The summer between my junior and senior year of college I took a Greek reading course – a one-on-one class between a professor and myself. On day one he stated we would translate an entire book of the New Testament and I got to choose the book. When I selected Ephesians, he smiled like the cat that ate the canary, which worried me. My first assignment was to come back to the next class having translated chapter one, which proved a very difficult feat. What he knew, and I learned, is that the apostle Paul has a propensity toward run-on sentences. In fact, all of chapter one is a single sentence!

I learned a lot in a short time. I learned more about the Greek language, I learned a better understanding of the text, and I learned a characteristic regarding the writing style of the New Testament’s most prolific writer. Things I never would have learned from an English translation. While I wouldn’t recommend everybody learn first century Greek, it illustrates an important truth that Paul makes in another of his letters, that Christians need to keep learning.

“For this reason we also, from the day we heard about you, have not ceased praying for you and asking God to fill you with the knowledge of his will in all spiritual wisdom and understanding, so that you may live worthily of the Lord and please him in all respects – bearing fruit in every good deed, growing in the knowledge of God, being strengthened with all power according to his glorious might for the display of all patience and steadfastness, joyfully giving thanks to the Father who has qualified you to share in the saints’ inheritance in the light” (Colossians 1.9-12, emphasis mine).

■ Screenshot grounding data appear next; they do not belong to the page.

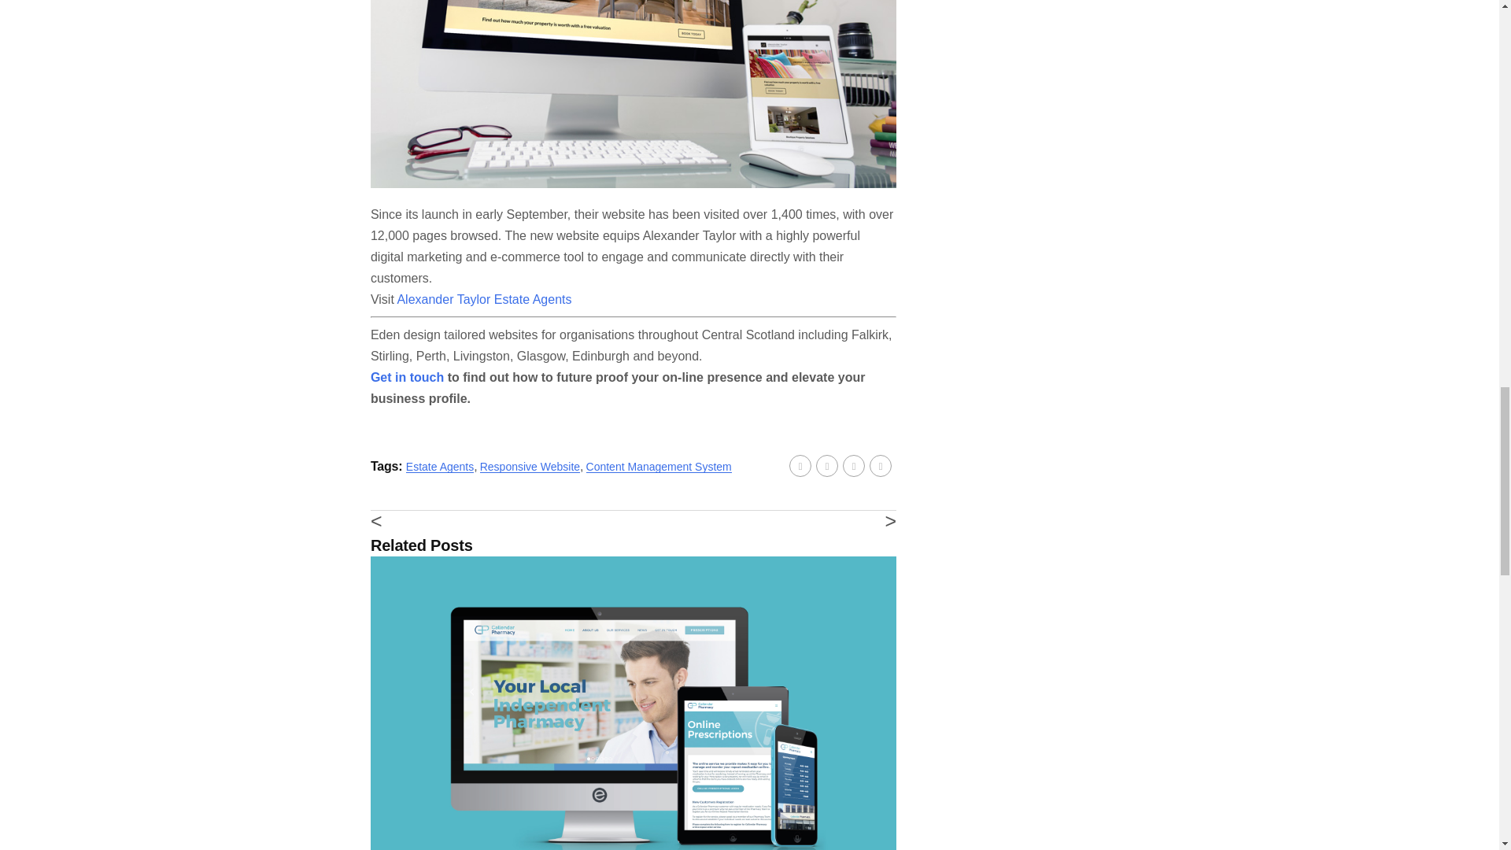 The image size is (1511, 850). I want to click on Get in touch, so click(407, 377).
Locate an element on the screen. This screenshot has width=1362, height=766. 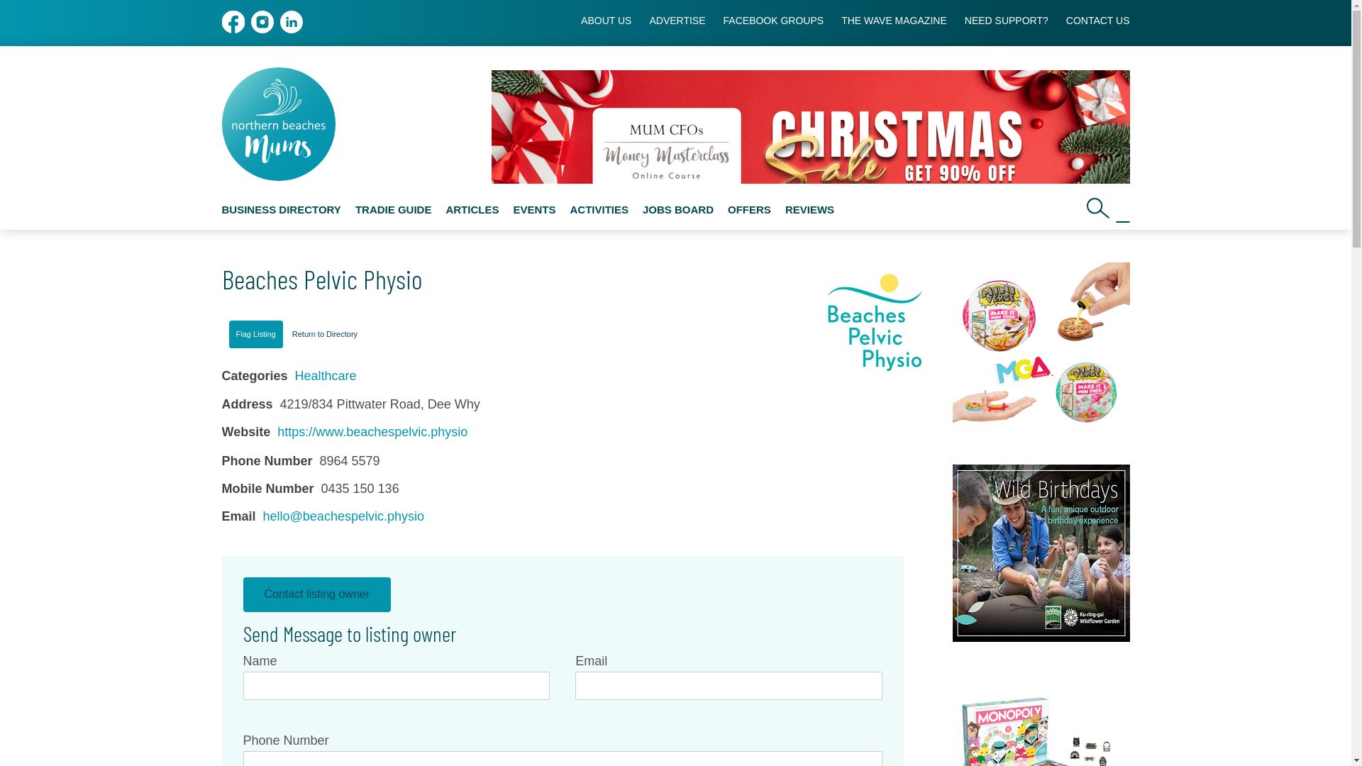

In this single (run-on) sentence he tells us four areas a believer should expand his knowledge: God’s will, spiritual wisdom, spiritual understanding, and knowledge of God. We can learn these truths on our own, but not completely. As we mentioned previously, Christianity is not meant to be practiced alone. We need the knowledge, wisdom and gifts of other believers to come to a greater and correct knowledge of God and spiritual things. The best place for that to happen is in community, the church, ekklesia in Greek.

The early church followed the Jewish tradition of Solo Scriptura, that is Scripture alone. They would read a section of God’s Word, explain it, then mark where they left off and continue the next week. During the middle ages the Catholic church veered from this practice, as they wanted to emphasize some passages and not preach others. This is partly what lead to the Reformation, but even with the renewed emphasis on reading the whole of the Bible the church has not returned to this pragmatic approach to study.

For this reason some complain that they are not learning anything new when attending the weekly worship service. This is no excuse for ending church attendance; instead, it is a reason to become more involved. The modern church offers opportunities not available to believer’s in the first century. We have Sunday school classes and mid-week Bible studies, as well as conferences and workshops. There area also books and the Internet offering us insights, wisdom and knowledge beyond what we could attain on our own. As we learn, we are expected to share that knowledge with others in community.